Bronson Taylor
Published April 3, 2026
Here's the hard truth most HR leaders won't say out loud: a lot of psychological safety programs have been built to make people feel good rather than speak clearly. The meetings feel warmer. The survey scores look better. And the team keeps moving in the wrong direction because nobody said the thing that needed to be said.
That's a program design failure, and it starts at the measurement layer.
Amy Edmondson's foundational 1999 research defined psychological safety as a condition for interpersonal risk-taking, specifically the willingness to speak up with concerns, questions, and ideas. The original construct was wired to candor and learning. Somewhere between the research lab and the corporate rollout, it got rewired to harmony and participation rates.
CHROs who want to fix this have to go upstream. The diagnostic tools, the success metrics, and the leader behaviors all need to be rebuilt around one question: are people telling the truth more often and more directly than they were six months ago?
Your Safety Culture Has a Candor Problem If These Three Things Are True
Before you can fix the program, you have to see the problem clearly. Three signals tell you that your safety culture has drifted toward comfort management.
1. Your feedback loops produce agreement, not information
When retrospectives, pulse surveys, and town halls consistently generate positive sentiment with minimal friction, that's not a sign of a healthy culture. That's a sign that people have learned what kind of speech gets rewarded. If your feedback rituals rarely surface dissenting views, minority opinions, or early warnings about decisions already in motion, the channel is broken. People aren't unsafe. They're trained.
2. Hard decisions get made without hard conversations
Watch what happens when a major strategic call is on the table. If the discussion moves quickly to alignment without a visible period of genuine challenge, someone in that room held back. Psychological safety was supposed to lower the cost of that challenge. If it's still not happening, the program hasn't delivered its core function regardless of what the engagement scores say.

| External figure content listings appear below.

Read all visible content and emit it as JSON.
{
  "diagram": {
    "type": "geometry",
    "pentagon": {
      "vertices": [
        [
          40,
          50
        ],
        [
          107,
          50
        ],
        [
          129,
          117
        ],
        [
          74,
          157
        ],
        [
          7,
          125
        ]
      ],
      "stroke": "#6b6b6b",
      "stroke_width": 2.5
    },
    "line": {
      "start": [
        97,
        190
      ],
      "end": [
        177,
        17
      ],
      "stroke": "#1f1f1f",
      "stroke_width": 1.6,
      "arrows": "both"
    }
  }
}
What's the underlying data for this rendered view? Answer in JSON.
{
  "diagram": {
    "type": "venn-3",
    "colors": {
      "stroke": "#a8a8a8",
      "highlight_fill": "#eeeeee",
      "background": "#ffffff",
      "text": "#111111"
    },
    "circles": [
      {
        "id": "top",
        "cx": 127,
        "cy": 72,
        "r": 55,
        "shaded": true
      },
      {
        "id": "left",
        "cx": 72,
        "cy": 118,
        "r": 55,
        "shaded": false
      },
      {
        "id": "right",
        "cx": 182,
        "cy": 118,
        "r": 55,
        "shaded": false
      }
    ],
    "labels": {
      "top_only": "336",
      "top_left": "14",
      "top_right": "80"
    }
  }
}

3. Leaders get praised for creating comfort, not for inviting dissent
How does your organization recognize managers who build safe teams? If the language centers on words like "supportive," "approachable," and "positive environment," you've built an incentive structure that rewards comfort creation. Leaders who consistently draw out the uncomfortable truth, who ask the second and third question when the first answer sounds too clean, those are the leaders your metrics should be elevating.
How Leaders Accidentally Train Teams to Soften the Truth
Leaders don't intend to suppress candor. They do it through a hundred small behavioral choices that add up to a clear signal: smooth is better than sharp.
The most common pattern is affirmation-first responses. A team member raises a concern. The leader says, "I really appreciate you sharing that," and then pivots to why the current plan still makes sense. The concern gets acknowledged and then absorbed. Over time, the team learns that raising concerns is welcomed as a gesture but doesn't change outcomes. So the concerns get softer, vaguer, and eventually stop coming.
Research highlighted in MIT Sloan Management Review shows that teams with high psychological safety are more likely to admit mistakes and surface problems early, but only when leaders actively model vulnerability and direct feedback rather than defaulting to affirmation and conflict avoidance. The leader behavior is the mechanism. Sentiment programs can't compensate for a leader who defaults to smoothing things over.
A second pattern is the normalization of hedged language. When leaders themselves speak in qualifiers, "I think we might want to consider," "it's possible that," "one perspective could be," they're modeling indirection as the safe register. The team mirrors it. Meetings fill with softened language that sounds collaborative but carries no real signal. Decisions get made on incomplete information dressed up as consensus.
The fix requires leaders to model the specific behavior they want to see. That means stating disagreement directly in group settings, naming the risk in the room rather than waiting for someone else to do it, and responding to hard feedback with curiosity rather than reassurance.
Three Levers That Make Honesty the Default, Not the Exception
1. Redesign your norms around the quality of challenge, not the frequency of participation
Most team norms documents say something about "speaking up" or "sharing ideas." That's not specific enough to change behavior. Replace participation norms with candor norms. Define what good challenge looks like in your context. "We name the risk we see before we commit to a plan." "We ask what we're missing before we call something decided." "We say the uncomfortable thing in the room rather than after the meeting." Specific behavioral language creates a shared standard that people can actually hold each other to.
2. Change what you measure to change what you reward
If your psychological safety metrics are built on sentiment surveys and participation counts, you're measuring inputs to a proxy, not the actual outcome. Start tracking candor indicators directly. How often do team retrospectives surface decisions that need to be revisited? How frequently do skip-level conversations reveal information that didn't travel up through normal channels? How many times in a given quarter did a team member's dissent change a decision? These are imperfect measures, but they're pointed at the right target.
3. Build feedback rituals that reward honesty structurally, not just culturally
Cultural encouragement to "be honest" doesn't hold up against the social pressure to stay comfortable. You need structural reinforcement. That means pre-mortems before major decisions where the explicit assignment is to find what's wrong with the plan. It means anonymous input channels that feed directly into leadership discussions with named follow-up. It means recognizing, publicly and specifically, the moments when someone's candor improved an outcome. When honesty produces visible results, the incentive to stay comfortable weakens.
Psychological safety done right is a high-performance tool. It lowers the cost of telling the truth so that the truth actually gets told in time to matter. When CHROs measure it by how good people feel rather than how clearly they speak, the program delivers comfort instead of capability. The organizations that get this right won't just have happier teams. They'll have faster, smarter, more resilient ones.